Custom elements and accessibility
Asked Answered
C

2

10

I'd like to implement a listbox widget using the current web components specs. Moreover, the resulting listbox should conform to the ARIA standard. Instantiating the listbox widget should be as simple as:

<x-listbox>
    <x-option>Option 1</x-option>
    <x-option>Option 2</x-option>
</x-listbox>

For purposes of cleanliness and encapsulation, everything else should be rendered in shadow dom. To implement this widget, two custom elements, <x-listbox> and <x-option> are registered. The top-level element of the shadow dom of <x-listbox> is a <div> that carries the role=listbox and the aria-activedescendent attributes for accessibility (I don't want these attributes on the <x-listbox> element because they are implementation details.)
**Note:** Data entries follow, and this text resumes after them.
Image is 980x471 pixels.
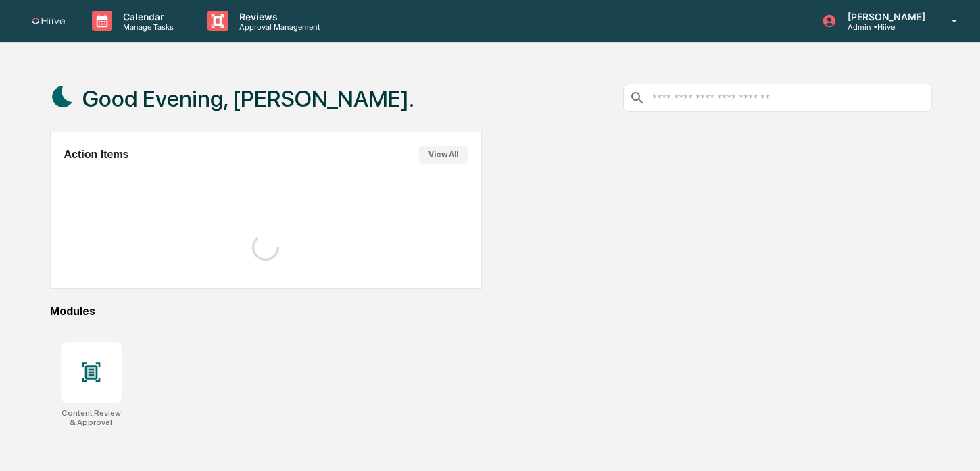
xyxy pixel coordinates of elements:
[83,85,415,112] h1: Good Evening, [PERSON_NAME].
[837,22,932,31] p: Admin • Hiive
[229,11,328,22] p: Reviews
[112,11,180,22] p: Calendar
[32,18,65,25] img: logo
[419,146,468,163] button: View All
[837,11,932,22] p: [PERSON_NAME]
[112,22,180,31] p: Manage Tasks
[50,305,932,318] div: Modules
[229,22,328,31] p: Approval Management
[61,408,122,427] div: Content Review & Approval
[65,149,129,161] h2: Action Items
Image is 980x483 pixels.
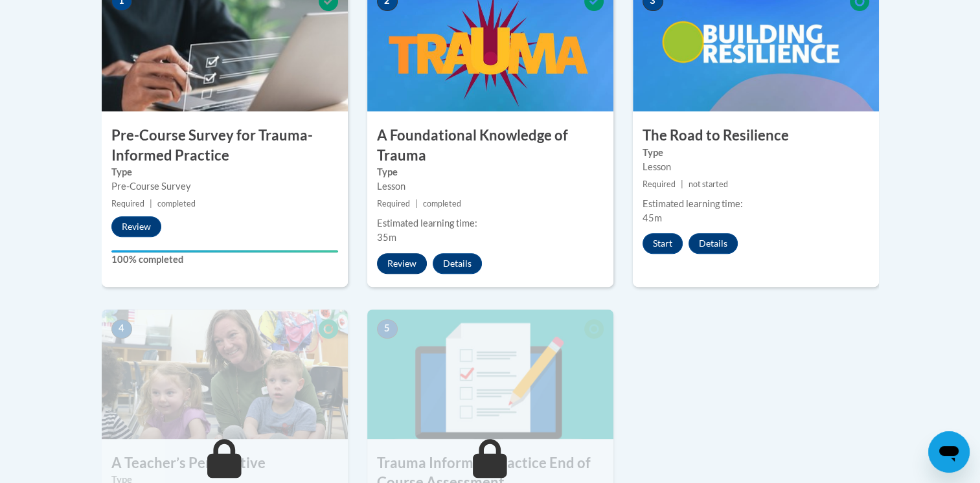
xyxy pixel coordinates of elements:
[642,179,676,189] span: Required
[112,253,338,267] label: 100% completed
[112,199,144,209] span: Required
[377,179,604,193] div: Lesson
[157,199,195,209] span: completed
[112,250,338,253] div: Your progress
[377,253,426,274] button: Review
[377,165,604,179] label: Type
[112,179,338,193] div: Pre-Course Survey
[681,179,683,189] span: |
[377,216,604,230] div: Estimated learning time:
[632,126,879,146] h3: The Road to Resilience
[367,126,614,166] h3: A Foundational Knowledge of Trauma
[377,199,410,209] span: Required
[149,199,152,209] span: |
[102,126,348,166] h3: Pre-Course Survey for Trauma-Informed Practice
[642,233,683,254] button: Start
[642,197,869,211] div: Estimated learning time:
[415,199,417,209] span: |
[112,216,161,237] button: Review
[102,453,348,473] h3: A Teacher’s Perspective
[642,160,869,174] div: Lesson
[642,146,869,160] label: Type
[377,319,398,339] span: 5
[377,232,396,243] span: 35m
[423,199,461,209] span: completed
[367,309,614,439] img: Course Image
[102,309,348,439] img: Course Image
[928,431,970,473] iframe: Button to launch messaging window
[688,179,728,189] span: not started
[112,319,132,339] span: 4
[433,253,482,274] button: Details
[642,212,662,223] span: 45m
[112,165,338,179] label: Type
[688,233,738,254] button: Details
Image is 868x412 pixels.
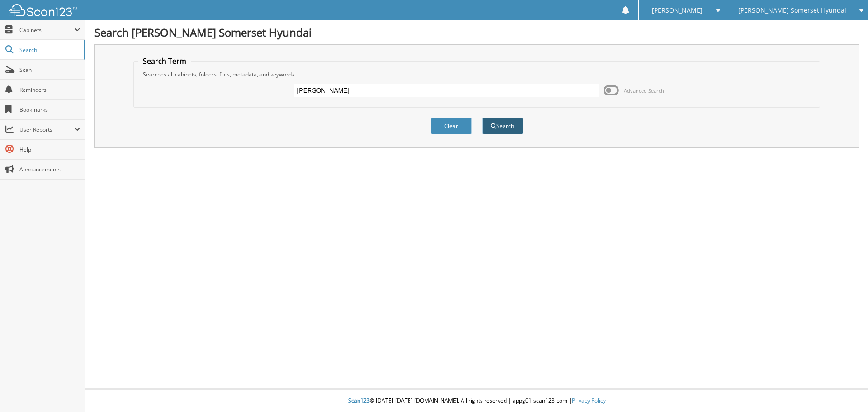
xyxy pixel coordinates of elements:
[19,66,80,74] span: Scan
[822,369,868,412] iframe: Chat Widget
[138,71,816,78] div: Searches all cabinets, folders, files, metadata, and keywords
[19,166,80,173] span: Announcements
[652,8,702,13] span: [PERSON_NAME]
[19,26,74,34] span: Cabinets
[19,126,74,133] span: User Reports
[348,397,370,405] span: Scan123
[19,86,80,94] span: Reminders
[572,397,606,405] a: Privacy Policy
[19,146,80,153] span: Help
[431,118,472,134] button: Clear
[85,390,868,412] div: © [DATE]-[DATE] [DOMAIN_NAME]. All rights reserved | appg01-scan123-com |
[138,56,191,66] legend: Search Term
[9,4,77,17] img: scan123-logo-white.svg
[482,118,523,134] button: Search
[738,8,846,13] span: [PERSON_NAME] Somerset Hyundai
[94,25,859,40] h1: Search [PERSON_NAME] Somerset Hyundai
[19,46,79,54] span: Search
[19,106,80,113] span: Bookmarks
[624,87,664,94] span: Advanced Search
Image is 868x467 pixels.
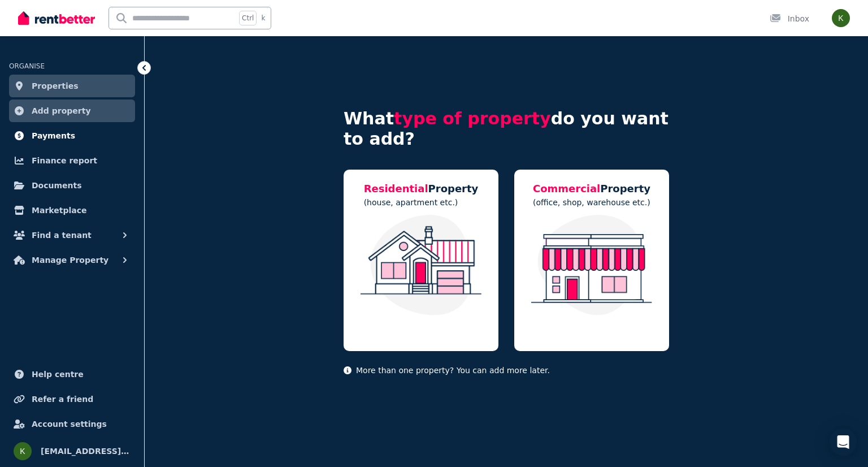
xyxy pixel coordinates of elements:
[9,124,135,147] a: Payments
[9,412,135,435] a: Account settings
[533,180,650,197] h5: Property
[394,109,551,128] span: type of property
[355,215,487,316] img: Residential Property
[9,74,135,98] a: Properties
[9,199,135,222] a: Marketplace
[32,129,75,142] span: Payments
[32,393,93,405] span: Refer a friend
[261,14,265,22] span: k
[32,253,109,267] span: Manage Property
[363,197,479,208] p: (house, apartment etc.)
[344,109,669,149] h4: What do you want to add?
[9,224,135,246] button: Find a tenant
[32,367,84,381] span: Help centre
[32,417,107,430] span: Account settings
[533,197,650,208] p: (office, shop, warehouse etc.)
[9,99,135,122] a: Add property
[9,363,135,386] a: Help centre
[9,249,135,271] button: Manage Property
[32,228,92,242] span: Find a tenant
[9,387,135,411] a: Refer a friend
[344,364,669,375] p: More than one property? You can add more later.
[32,179,82,192] span: Documents
[9,174,135,197] a: Documents
[832,9,850,27] img: kinjalparikh83@gmail.com
[9,62,44,70] span: ORGANISE
[363,182,428,194] span: Residential
[363,180,479,197] h5: Property
[525,215,658,316] img: Commercial Property
[41,444,131,458] span: [EMAIL_ADDRESS][DOMAIN_NAME]
[14,442,32,460] img: kinjalparikh83@gmail.com
[32,79,79,92] span: Properties
[32,104,91,117] span: Add property
[770,13,809,24] div: Inbox
[533,182,600,194] span: Commercial
[32,154,97,168] span: Finance report
[239,11,257,26] span: Ctrl
[830,429,857,456] div: Open Intercom Messenger
[9,149,135,172] a: Finance report
[32,204,86,217] span: Marketplace
[18,9,95,27] img: RentBetter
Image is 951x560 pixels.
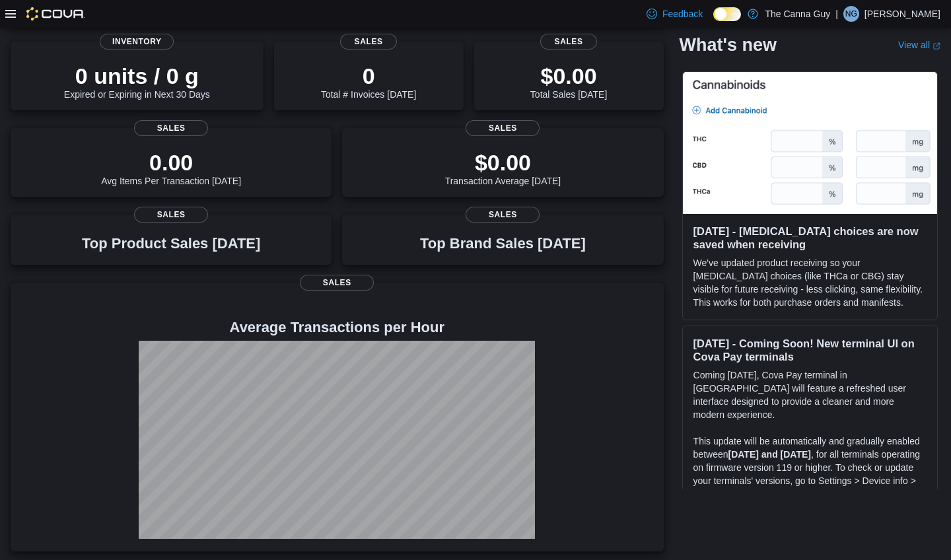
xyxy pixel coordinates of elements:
[845,6,857,22] span: NG
[713,8,741,21] input: Dark Mode
[100,34,173,50] span: Inventory
[101,149,241,175] p: 0.00
[641,1,708,27] a: Feedback
[531,62,607,100] div: Total Sales [DATE]
[531,62,607,89] p: $0.00
[465,207,539,222] span: Sales
[693,224,926,251] h3: [DATE] - [MEDICAL_DATA] choices are now saved when receiving
[419,235,586,252] h3: Top Brand Sales [DATE]
[134,120,208,136] span: Sales
[134,207,208,222] span: Sales
[932,41,940,50] svg: External link
[21,320,653,335] h4: Average Transactions per Hour
[540,34,597,50] span: Sales
[340,34,396,50] span: Sales
[864,6,940,22] p: [PERSON_NAME]
[728,449,811,459] strong: [DATE] and [DATE]
[693,435,926,501] p: This update will be automatically and gradually enabled between , for all terminals operating on ...
[64,62,210,100] div: Expired or Expiring in Next 30 Days
[693,337,926,363] h3: [DATE] - Coming Soon! New terminal UI on Cova Pay terminals
[465,120,539,136] span: Sales
[835,6,838,22] p: |
[693,256,926,309] p: We've updated product receiving so your [MEDICAL_DATA] choices (like THCa or CBG) stay visible fo...
[843,6,859,22] div: Nick Grosso
[898,39,940,50] a: View allExternal link
[445,149,561,186] div: Transaction Average [DATE]
[81,235,260,252] h3: Top Product Sales [DATE]
[321,62,416,100] div: Total # Invoices [DATE]
[693,369,926,421] p: Coming [DATE], Cova Pay terminal in [GEOGRAPHIC_DATA] will feature a refreshed user interface des...
[445,149,561,175] p: $0.00
[64,62,210,89] p: 0 units / 0 g
[662,8,703,20] span: Feedback
[764,6,830,22] p: The Canna Guy
[321,62,416,89] p: 0
[27,8,85,20] img: Cova
[300,275,374,290] span: Sales
[101,149,241,186] div: Avg Items Per Transaction [DATE]
[679,34,777,56] h2: What's new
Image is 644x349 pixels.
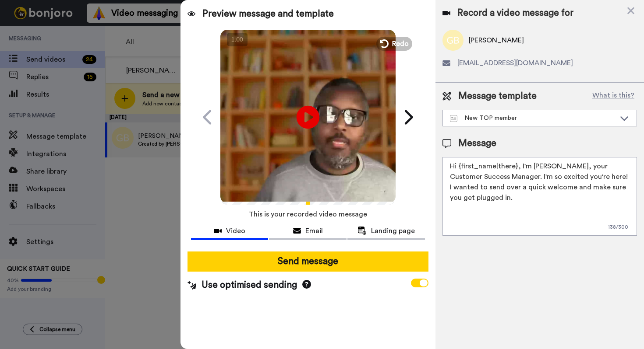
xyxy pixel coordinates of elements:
[442,157,637,236] textarea: Hi {first_name|there}, I'm [PERSON_NAME], your Customer Success Manager. I'm so excited you're he...
[202,279,297,292] span: Use optimised sending
[458,137,496,150] span: Message
[371,226,415,237] span: Landing page
[226,226,245,237] span: Video
[450,115,457,122] img: Message-temps.svg
[458,89,537,103] span: Message template
[590,89,637,103] button: What is this?
[306,226,323,237] span: Email
[450,114,615,122] div: New TOP member
[249,205,367,224] span: This is your recorded video message
[457,58,573,68] span: [EMAIL_ADDRESS][DOMAIN_NAME]
[187,251,429,272] button: Send message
In order for aria-activedescendent to work, one needs ids on the option elements. Putting ids directly on the <x-option> elements won't work out of two reasons: Firstly, it would pollute the id namespace of the document that uses the listbox widget. Secondly and even more importantly, ids do not work across shadow boundaries (which is one purpose of the shadow dom), so the ids of the options have to live in the same shadow dom as the <div> with the aria-activedescendent attribute.

A solution for this would be to surround each <x-option> that is rendered as content inside the shadow dom of <x-listbox> with another <div> (belonging to that shadow dom), on which an id can be put.

My question is: Is this the right way to go and how to implement this using the custom element and shadow dom web apis?

Collateral answered 13/5, 2014 at 6:38 Comment(0)
S
1

Your probably should better implement this by creating an select element (using JavaScript). This should ensure screen readers recognize this correctly as an input for selecting a value/values from a list.

Add an select element like this below your <x-listbox> element:

<select class="only-screenreader">
   <option>Option 1</option>
   <option>Option 2</option>
</select>

Then add aria-hidden="true" to your custom <x-listbox> element.

Finally apply CSS to make the screenreader select element invisible.

.only-screenreader {
   position:absolute;
   left:-10000px;
   top:auto;
   width:1px;
   height:1px;
   overflow:hidden;
}

That's my approach but maybe there's a better one.

Smote answered 17/8, 2014 at 18:26 Comment(1)
Although this would work in terms of accessibility, it goes against my goals of encapsulation (because a select element that is not part of the provided HTML would appear in the light DOM). Secondly, if I tried the same with a more complicated widget (e.g. a listbox whose options contain more than some text), I would have to replace the select element with a custom-made aria-conforming widget, which just means that I would have to double my x-listbox.Collateral
D
0

In the markup provided, x-option is in the light DOM, not the shadow DOM, so it can be referred to by id. To avoid polluting the id namespace, I generate a random id, which is set when the component loads but can be replaced. This way I can refer to the element by id whether or not the component user has set an id on it. Wrapping each option in a div seems unnecessary and likely to cause issues. Also, if the options are in a <slot />, it's simply not possible.